Loo was surprised to find that Dormer Colville was less antipathetic than he had anticipated. For the last month, night and day, he had dreaded Colville’s arrival, and now that he was here he was almost glad to see him; almost glad to quit Farlingford. And his heart was hot with anger against Miriam.

Turner’s offer had at all events been worth considering. Had he been alone when it was made he would certainly have considered it; he would have turned it this way and that. He would have liked to play with it as a cat plays with a mouse, knowing all the while that he must refuse in the end. Perhaps Turner had made the offer in Miriam’s presence, expecting to find in her a powerful ally. It was only natural for him to think this. Ever since the beginning, men have assigned to women the rôle of the dissuader, the drag, the hinderer. It is always the woman, tradition tells us, who persuades the man to be a coward, to stay at home, to shirk a difficult or a dangerous duty.

As a matter of fact, Turner had made this mistake. He had always wondered why Miriam Liston elected to live at Farlingford when with her wealth and connections, both in England and France, she might live a gayer life elsewhere. There must, he reflected, be some reason for it.

When whosoever does anything slightly unconventional or leaves undone what custom and gossip make almost obligatory, a relation or a mere interfering neighbour is always at hand to wag her head and say there must be some reason for it. Which means, of course, one specific reason. And the worst of it is that she is nearly always right.

John Turner, laboriously putting two small numerals together, after his manner, had concluded that Loo Barebone was the reason. Even banking may, it seems, be carried on without the loss of all human weakness, especially if the banker be of middle age, unmarried, and deprived by an unromantic superfluity of adipose tissue of the possibility of living through a romance of his own. Turner had consented to countenance, if not actually to take part in, a nefarious scheme, to rid France and the present government of one who might easily bring about its downfall, on certain conditions. Knowing quite well that Loo Barebone could take care of himself at sea, and was quite capable of effecting an escape if he desired it, he had put no obstacle in the way of the usual voyage to the Iceland fisheries. Since those days many governments in France have invented many new methods of disposing of a political foe. Dormer Colville was only anticipating events when he took away the character of the Captain of the “Petite Jeanne.”

Turner had himself proposed this alternative method of securing Barebone’s silence. He had even named the sum. He had seized the excellent opportunity of laying it before Barebone in the quiet intimacy of the rectory drawing-room with Miriam in the soft lamp-light beside him, with the scent of the violets at her breast mingling with the warm smell of the wood fire.

And Barebone had laughed at the offer.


What is expected
Transcribe the data exactly. Leave nothing out.

Source data
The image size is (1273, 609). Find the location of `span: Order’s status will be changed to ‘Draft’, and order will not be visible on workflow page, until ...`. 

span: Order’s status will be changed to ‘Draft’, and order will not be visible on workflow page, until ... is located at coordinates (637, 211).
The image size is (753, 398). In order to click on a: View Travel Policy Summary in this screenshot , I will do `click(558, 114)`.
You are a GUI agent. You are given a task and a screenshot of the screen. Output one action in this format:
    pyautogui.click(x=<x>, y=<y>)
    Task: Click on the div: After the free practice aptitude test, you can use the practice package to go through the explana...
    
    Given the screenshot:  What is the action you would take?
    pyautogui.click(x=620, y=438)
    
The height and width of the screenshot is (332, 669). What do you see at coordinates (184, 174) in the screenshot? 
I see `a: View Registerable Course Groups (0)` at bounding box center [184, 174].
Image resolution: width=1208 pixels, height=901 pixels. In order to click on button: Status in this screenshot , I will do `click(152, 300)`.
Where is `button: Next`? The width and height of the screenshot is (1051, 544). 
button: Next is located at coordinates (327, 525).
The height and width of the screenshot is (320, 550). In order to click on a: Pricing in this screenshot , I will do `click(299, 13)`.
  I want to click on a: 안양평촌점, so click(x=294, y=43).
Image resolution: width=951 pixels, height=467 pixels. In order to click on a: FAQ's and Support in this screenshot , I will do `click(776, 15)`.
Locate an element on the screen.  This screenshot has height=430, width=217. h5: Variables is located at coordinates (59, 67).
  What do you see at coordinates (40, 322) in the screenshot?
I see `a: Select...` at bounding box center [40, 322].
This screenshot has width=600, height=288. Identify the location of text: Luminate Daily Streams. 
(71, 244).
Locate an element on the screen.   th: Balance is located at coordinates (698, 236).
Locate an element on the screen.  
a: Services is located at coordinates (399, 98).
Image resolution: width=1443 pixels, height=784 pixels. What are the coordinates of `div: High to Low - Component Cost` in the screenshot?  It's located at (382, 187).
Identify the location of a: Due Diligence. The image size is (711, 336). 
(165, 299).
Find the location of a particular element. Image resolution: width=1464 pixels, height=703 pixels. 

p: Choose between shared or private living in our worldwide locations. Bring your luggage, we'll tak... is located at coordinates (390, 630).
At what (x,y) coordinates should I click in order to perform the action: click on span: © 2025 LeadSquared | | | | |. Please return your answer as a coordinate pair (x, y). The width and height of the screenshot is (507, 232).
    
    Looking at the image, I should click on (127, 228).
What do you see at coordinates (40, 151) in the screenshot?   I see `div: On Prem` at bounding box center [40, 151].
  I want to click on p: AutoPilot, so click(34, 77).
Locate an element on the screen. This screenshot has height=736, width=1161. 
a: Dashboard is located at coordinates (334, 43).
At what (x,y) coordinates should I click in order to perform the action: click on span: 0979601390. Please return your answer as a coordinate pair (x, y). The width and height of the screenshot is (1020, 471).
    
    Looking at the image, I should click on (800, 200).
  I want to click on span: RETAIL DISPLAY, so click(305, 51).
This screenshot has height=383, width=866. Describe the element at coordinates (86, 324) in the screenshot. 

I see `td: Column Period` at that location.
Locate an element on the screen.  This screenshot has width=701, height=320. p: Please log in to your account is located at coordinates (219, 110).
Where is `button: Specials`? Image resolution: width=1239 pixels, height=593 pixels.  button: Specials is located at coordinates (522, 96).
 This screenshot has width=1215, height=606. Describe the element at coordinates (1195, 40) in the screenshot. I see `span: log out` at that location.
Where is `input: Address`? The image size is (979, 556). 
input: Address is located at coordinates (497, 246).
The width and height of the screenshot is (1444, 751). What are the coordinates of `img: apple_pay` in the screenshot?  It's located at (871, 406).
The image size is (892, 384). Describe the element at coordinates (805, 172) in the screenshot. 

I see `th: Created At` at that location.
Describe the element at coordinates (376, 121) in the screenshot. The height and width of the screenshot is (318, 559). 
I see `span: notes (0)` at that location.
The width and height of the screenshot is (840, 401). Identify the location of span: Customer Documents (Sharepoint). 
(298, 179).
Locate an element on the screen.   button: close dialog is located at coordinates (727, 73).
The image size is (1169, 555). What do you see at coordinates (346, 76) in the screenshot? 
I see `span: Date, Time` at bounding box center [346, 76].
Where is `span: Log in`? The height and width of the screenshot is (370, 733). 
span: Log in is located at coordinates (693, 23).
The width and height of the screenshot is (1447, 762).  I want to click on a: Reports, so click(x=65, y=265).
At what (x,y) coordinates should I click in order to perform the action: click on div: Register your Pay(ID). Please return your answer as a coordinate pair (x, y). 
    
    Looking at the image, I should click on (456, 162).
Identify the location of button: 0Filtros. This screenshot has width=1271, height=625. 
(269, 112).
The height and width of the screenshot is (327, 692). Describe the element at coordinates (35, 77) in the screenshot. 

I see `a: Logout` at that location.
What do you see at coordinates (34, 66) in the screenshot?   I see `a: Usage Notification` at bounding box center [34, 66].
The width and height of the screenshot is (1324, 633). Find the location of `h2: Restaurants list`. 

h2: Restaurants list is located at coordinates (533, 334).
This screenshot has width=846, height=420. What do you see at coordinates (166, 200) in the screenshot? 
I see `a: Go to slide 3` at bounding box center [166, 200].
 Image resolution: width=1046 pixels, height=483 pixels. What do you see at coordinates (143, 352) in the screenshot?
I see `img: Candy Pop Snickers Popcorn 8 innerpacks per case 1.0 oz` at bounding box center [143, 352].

Task response
The image size is (1273, 609). Find the location of `span: Order’s status will be changed to ‘Draft’, and order will not be visible on workflow page, until ...`. 

span: Order’s status will be changed to ‘Draft’, and order will not be visible on workflow page, until ... is located at coordinates (637, 211).
The image size is (753, 398). In order to click on a: View Travel Policy Summary in this screenshot , I will do `click(558, 114)`.
You are a GUI agent. You are given a task and a screenshot of the screen. Output one action in this format:
    pyautogui.click(x=<x>, y=<y>)
    Task: Click on the div: After the free practice aptitude test, you can use the practice package to go through the explana...
    
    Given the screenshot:  What is the action you would take?
    pyautogui.click(x=620, y=438)
    
The height and width of the screenshot is (332, 669). What do you see at coordinates (184, 174) in the screenshot? 
I see `a: View Registerable Course Groups (0)` at bounding box center [184, 174].
Image resolution: width=1208 pixels, height=901 pixels. In order to click on button: Status in this screenshot , I will do `click(152, 300)`.
Where is `button: Next`? The width and height of the screenshot is (1051, 544). 
button: Next is located at coordinates (327, 525).
The height and width of the screenshot is (320, 550). In order to click on a: Pricing in this screenshot , I will do `click(299, 13)`.
  I want to click on a: 안양평촌점, so click(x=294, y=43).
Image resolution: width=951 pixels, height=467 pixels. In order to click on a: FAQ's and Support in this screenshot , I will do `click(776, 15)`.
Locate an element on the screen.  This screenshot has height=430, width=217. h5: Variables is located at coordinates (59, 67).
  What do you see at coordinates (40, 322) in the screenshot?
I see `a: Select...` at bounding box center [40, 322].
This screenshot has width=600, height=288. Identify the location of text: Luminate Daily Streams. 
(71, 244).
Locate an element on the screen.   th: Balance is located at coordinates (698, 236).
Locate an element on the screen.  
a: Services is located at coordinates (399, 98).
Image resolution: width=1443 pixels, height=784 pixels. What are the coordinates of `div: High to Low - Component Cost` in the screenshot?  It's located at (382, 187).
Identify the location of a: Due Diligence. The image size is (711, 336). 
(165, 299).
Find the location of a particular element. Image resolution: width=1464 pixels, height=703 pixels. 

p: Choose between shared or private living in our worldwide locations. Bring your luggage, we'll tak... is located at coordinates (390, 630).
At what (x,y) coordinates should I click in order to perform the action: click on span: © 2025 LeadSquared | | | | |. Please return your answer as a coordinate pair (x, y). The width and height of the screenshot is (507, 232).
    
    Looking at the image, I should click on (127, 228).
What do you see at coordinates (40, 151) in the screenshot?   I see `div: On Prem` at bounding box center [40, 151].
  I want to click on p: AutoPilot, so click(34, 77).
Locate an element on the screen. This screenshot has height=736, width=1161. 
a: Dashboard is located at coordinates (334, 43).
At what (x,y) coordinates should I click in order to perform the action: click on span: 0979601390. Please return your answer as a coordinate pair (x, y). The width and height of the screenshot is (1020, 471).
    
    Looking at the image, I should click on (800, 200).
  I want to click on span: RETAIL DISPLAY, so click(305, 51).
This screenshot has height=383, width=866. Describe the element at coordinates (86, 324) in the screenshot. 

I see `td: Column Period` at that location.
Locate an element on the screen.  This screenshot has width=701, height=320. p: Please log in to your account is located at coordinates (219, 110).
Where is `button: Specials`? Image resolution: width=1239 pixels, height=593 pixels.  button: Specials is located at coordinates (522, 96).
 This screenshot has width=1215, height=606. Describe the element at coordinates (1195, 40) in the screenshot. I see `span: log out` at that location.
Where is `input: Address`? The image size is (979, 556). 
input: Address is located at coordinates (497, 246).
The width and height of the screenshot is (1444, 751). What are the coordinates of `img: apple_pay` in the screenshot?  It's located at (871, 406).
The image size is (892, 384). Describe the element at coordinates (805, 172) in the screenshot. 

I see `th: Created At` at that location.
Describe the element at coordinates (376, 121) in the screenshot. The height and width of the screenshot is (318, 559). 
I see `span: notes (0)` at that location.
The width and height of the screenshot is (840, 401). Identify the location of span: Customer Documents (Sharepoint). 
(298, 179).
Locate an element on the screen.   button: close dialog is located at coordinates (727, 73).
The image size is (1169, 555). What do you see at coordinates (346, 76) in the screenshot? 
I see `span: Date, Time` at bounding box center [346, 76].
Where is `span: Log in`? The height and width of the screenshot is (370, 733). 
span: Log in is located at coordinates (693, 23).
The width and height of the screenshot is (1447, 762).  I want to click on a: Reports, so click(x=65, y=265).
At what (x,y) coordinates should I click in order to perform the action: click on div: Register your Pay(ID). Please return your answer as a coordinate pair (x, y). 
    
    Looking at the image, I should click on (456, 162).
Identify the location of button: 0Filtros. This screenshot has width=1271, height=625. 
(269, 112).
The height and width of the screenshot is (327, 692). Describe the element at coordinates (35, 77) in the screenshot. 

I see `a: Logout` at that location.
What do you see at coordinates (34, 66) in the screenshot?   I see `a: Usage Notification` at bounding box center [34, 66].
The width and height of the screenshot is (1324, 633). Find the location of `h2: Restaurants list`. 

h2: Restaurants list is located at coordinates (533, 334).
This screenshot has width=846, height=420. What do you see at coordinates (166, 200) in the screenshot? 
I see `a: Go to slide 3` at bounding box center [166, 200].
 Image resolution: width=1046 pixels, height=483 pixels. What do you see at coordinates (143, 352) in the screenshot?
I see `img: Candy Pop Snickers Popcorn 8 innerpacks per case 1.0 oz` at bounding box center [143, 352].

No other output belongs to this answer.